Ozone is mostly a summer problem. It forms when sunlight cooks vehicle exhaust and other precursors, so it peaks late afternoon on hot, sunny days. Ozone irritates the airway lining, and that irritation gets worse the deeper you breathe. Hard runs in high ozone are a bad combination specifically because of how deeply you’re pulling air down.

NO2 comes from traffic, especially diesel. Concentrations can be sharply higher within a few meters of a busy arterial road. They drop off fast as you move away from the source.

When the AQI is moderate to bad, knowing which pollutant is driving it changes what you can do about it.

What actually helps

A few things move the needle more than people expect.

Time of day is the big one. Ozone peaks in the late afternoon during summer, so a morning run can be dramatically cleaner than a 5 PM one even when the official daily AQI looks the same. PM2.5 often peaks during morning rush hour and again in the evening, particularly in cold months when temperature inversions trap pollutants near the ground. Mid-morning tends to be the sweet spot.

Route choice matters more than you’d think. Moving one block off a major arterial cuts NO2 substantially. A park loop, a side street, a riverside path will give you cleaner air than running alongside trucks, even if the AQI station two miles away says the number is identical.

Masks for a polluted commute are reasonable.
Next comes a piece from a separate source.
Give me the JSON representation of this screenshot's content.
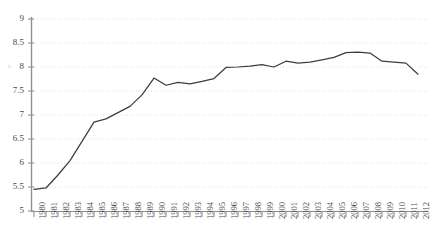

For performance running, less so. A proper N95 does cut PM2.5 exposure, but breathing resistance makes it pretty uncomfortable at running paces. Anecdotally, runners who try it tend to abandon it after a few sessions. If the air is bad enough that you’d want a mask, the better answer is usually to move the run indoors.

Indoor isn’t automatic, though. A treadmill in a building with poor filtration isn’t that much cleaner than outdoor air. A treadmill in a building with decent HVAC and HEPA filtering can be dramatically cleaner. If you treat indoor as your bad-air backup, it’s worth knowing which one you’re walking into.

The point

Air quality isn’t a deal-breaker for an active life, even in cities that aren’t winning awards for clean air. It’s just another input. You skip workouts because of heat sometimes, or thunderstorms, or the flu. Pollution belongs on that same list.

GoWindow’s scoring engine treats AQI as one factor alongside heat, dew point, wind, gusts, precipitation, UV, and the rest, then surfaces the best outdoor window where everything lines up. The AQI number doesn’t sit alone, asking you to decide what to do with it. It sits next to the rest of the picture your body is actually going to feel.

Check your window before you go.

Next time, check the window before you head out.

GoWindow is coming soon to the App Store.